Thursday, April 25, 2024

What sharp teeth you have

“Everybody calls me Dr. Hammerhead,” said Peter Klimley.

Klimley’s proud of his nickname, and he should be. He earned it.

Klimley has traveled the world to study sharks. In 2003, he wrote a book called The Secret Life of Sharks. And today he works as a professor of wildlife, fish and conservation biology at UC Davis.

“Hammerheads are the Ph.D.’s of the shark world,” he said. “I was the first person to get in the water and study their behavior.”

I heard of Klimley when I read a recent report out of UC Davis estimating the number of great white sharks off the central coast of California. Klimley was an adviser to the report’s primary author, Taylor Chapple. While studying animal behavior is important, Chapple and Klimley wanted to know the actual population size.

“People didn’t really know how many there were, so they would pick out of a hat the number 500 or so,” Klimley said.

Turns out there are only about 219 sharks off our coast.

“I think what we’re seeing is the last of their kind,” said Patric Douglas, CEO of Shark Diver, a commercial company that leads shark-watching expeditions.

Douglas is not a scientist, but several years ago, he worked with Klimley to establish a shark-tagging program where scientists and eco-tourism businesses work together. Douglas called the 219 estimate “frightening.”

“I thought the population was more like 1,000 animals,” Douglas said.

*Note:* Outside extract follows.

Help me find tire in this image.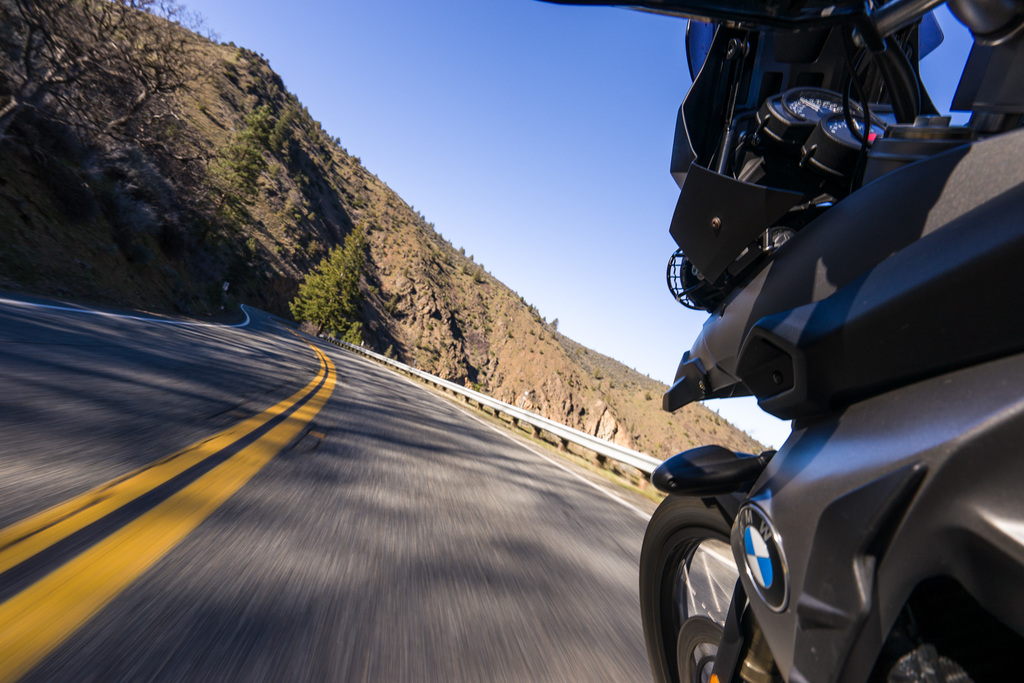
Found it: (662,491,770,675).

Because scientists didn’t know the great white population before now, Klimley couldn’t say whether 219 was a frightening number, but he did explain why sharks are in danger.

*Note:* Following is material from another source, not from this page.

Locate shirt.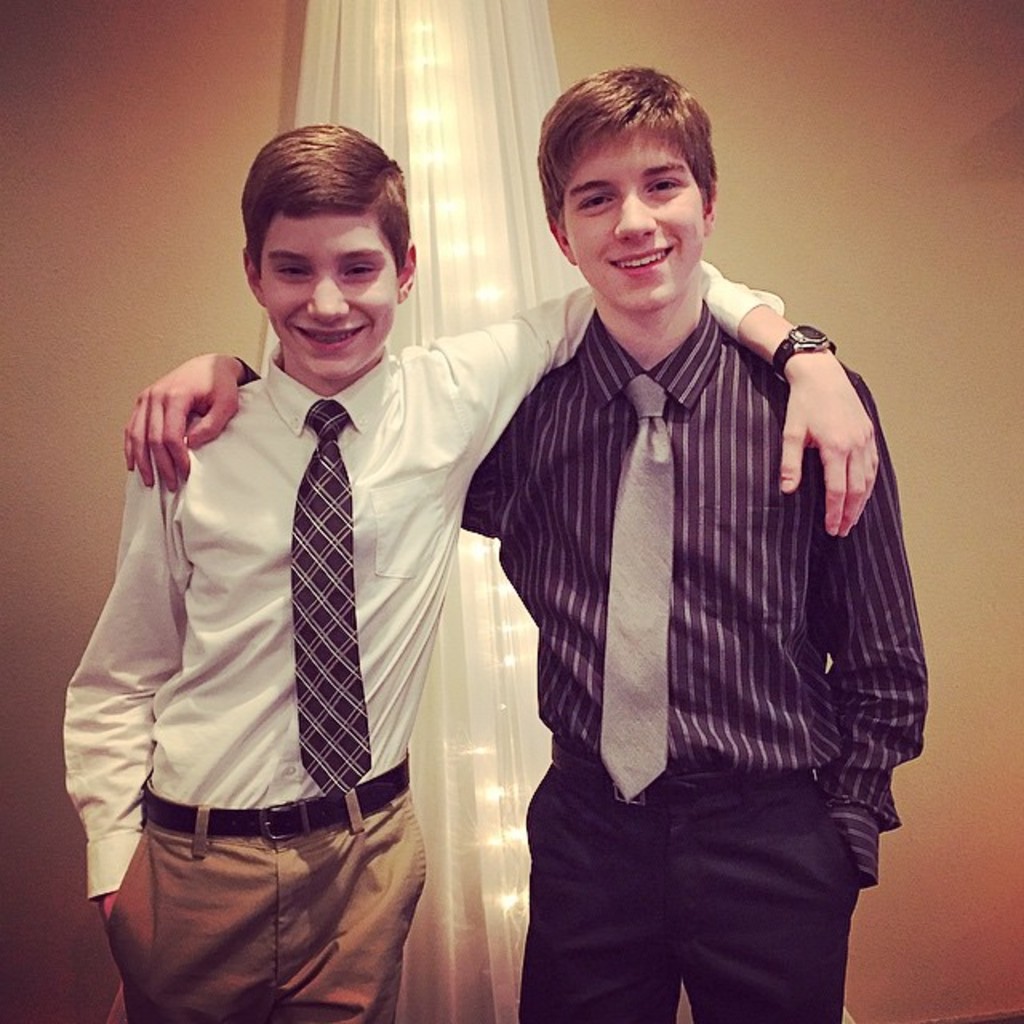
Bounding box: Rect(240, 299, 926, 888).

Weirdly, evolution actually seems to have hurt their ability to survive.

Sharks are what are called “apex” predators. That means they are at the top of the food chain. But Klimley said it is important to look at predator/prey relationships as less of a chain and more of a “pyramid.” On land, there are typically three levels of the pyramid, and there are fewer organisms on each level. This pyramid goes something like grass then elk then wolf.

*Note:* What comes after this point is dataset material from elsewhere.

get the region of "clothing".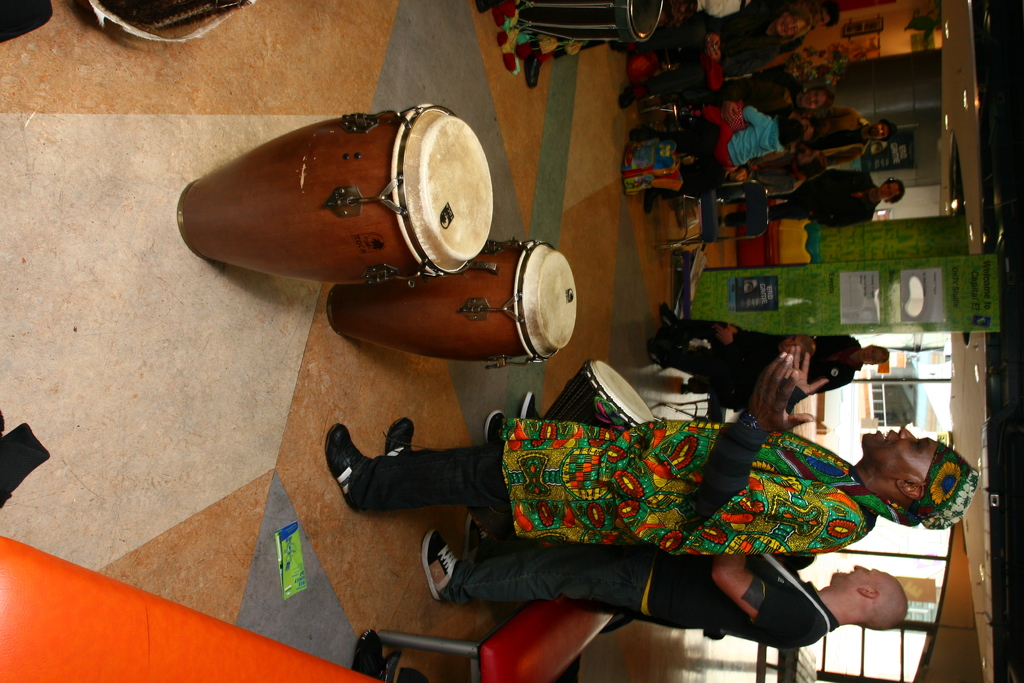
Rect(452, 562, 834, 651).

The ocean is a different sort of ecosystem because there are many more pyramid levels; In the waters off California, zooplankton eat phytoplankton, small fish eat zooplankton, sea lions eat small fish and great white sharks eat sea lions. If the pyramid were this tall on land, then bears would eat wolves.

Because there is less food at each level of the pyramid, sharks have to compete for their meals. One way of making sure food is available is for sharks to reproduce slowly and keep the population down. Klimley said it takes great white sharks between 10 and 12 years to be able to reach maturity, and female sharks have only five to nine offspring.

This slow-and-steady system worked for millions of years – until humans arrived.

According to Klimley, shark pups are very vulnerable to fishing. They are either caught for their meat or tangled up in nets meant for other species.

“We need to concentrate on eating species that grow quickly,” said Klimley. “Sharks are not those species.”

Klimley and Douglas think that the more people learn about those 219 sharks off the central California coast, the more people will care about conservation.

“Let’s get busy and get the word out,” Douglas said.

Klimley believes programs like “Shark Week” have already given sharks a celebrity status.

“That may, in the end, by the very reason these sharks survive,” Klimley said.